Data for processing
■ ■ ■ ■ ■ ■ ■
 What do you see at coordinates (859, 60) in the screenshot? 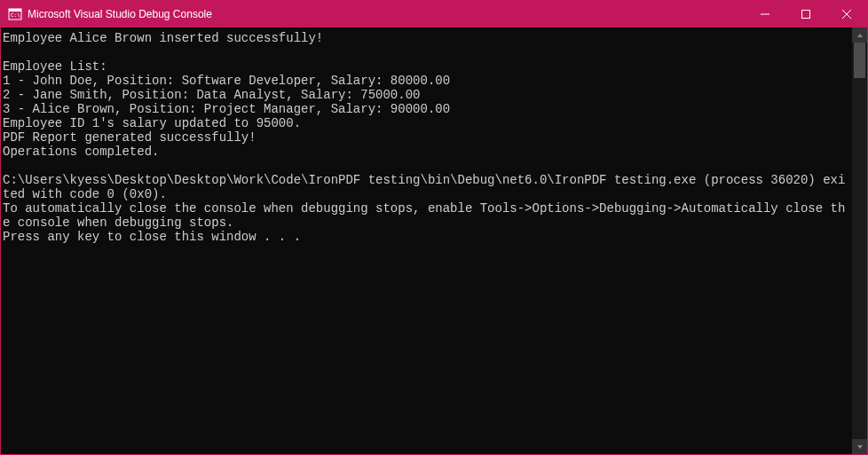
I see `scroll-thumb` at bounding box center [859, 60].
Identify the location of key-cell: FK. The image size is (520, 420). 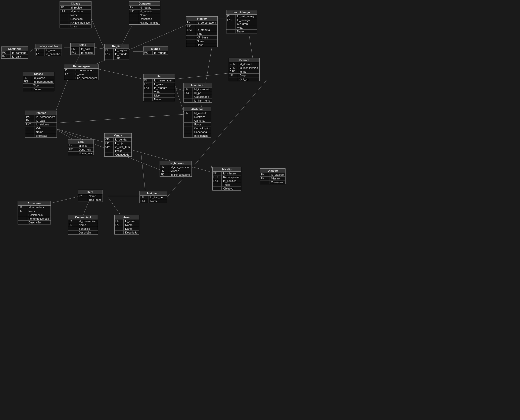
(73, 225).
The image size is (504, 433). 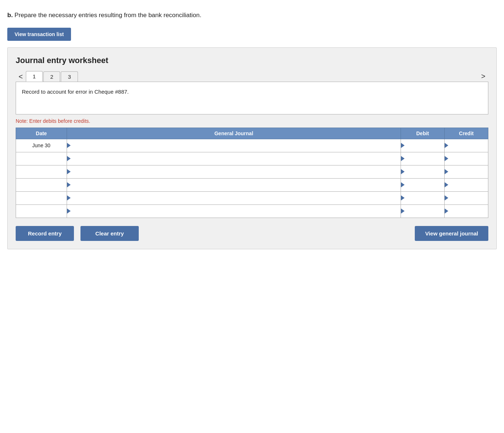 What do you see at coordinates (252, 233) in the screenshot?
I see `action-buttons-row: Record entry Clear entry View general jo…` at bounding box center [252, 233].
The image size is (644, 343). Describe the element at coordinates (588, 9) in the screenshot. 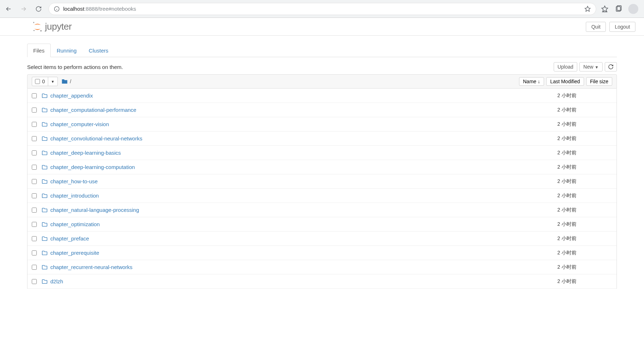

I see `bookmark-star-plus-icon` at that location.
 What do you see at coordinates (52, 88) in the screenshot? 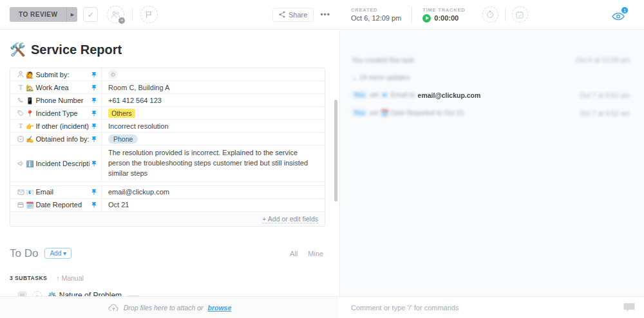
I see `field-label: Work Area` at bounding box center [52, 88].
■ ■ ■ ■ ■ ■ ■
Action item
No pictures belong in the copy; quote exactly the lines from the line containing "What do you see at coordinates (52, 88)" through the final line of the material, both ends included.

Response to the exercise
 What do you see at coordinates (52, 88) in the screenshot? 
I see `field-label: Work Area` at bounding box center [52, 88].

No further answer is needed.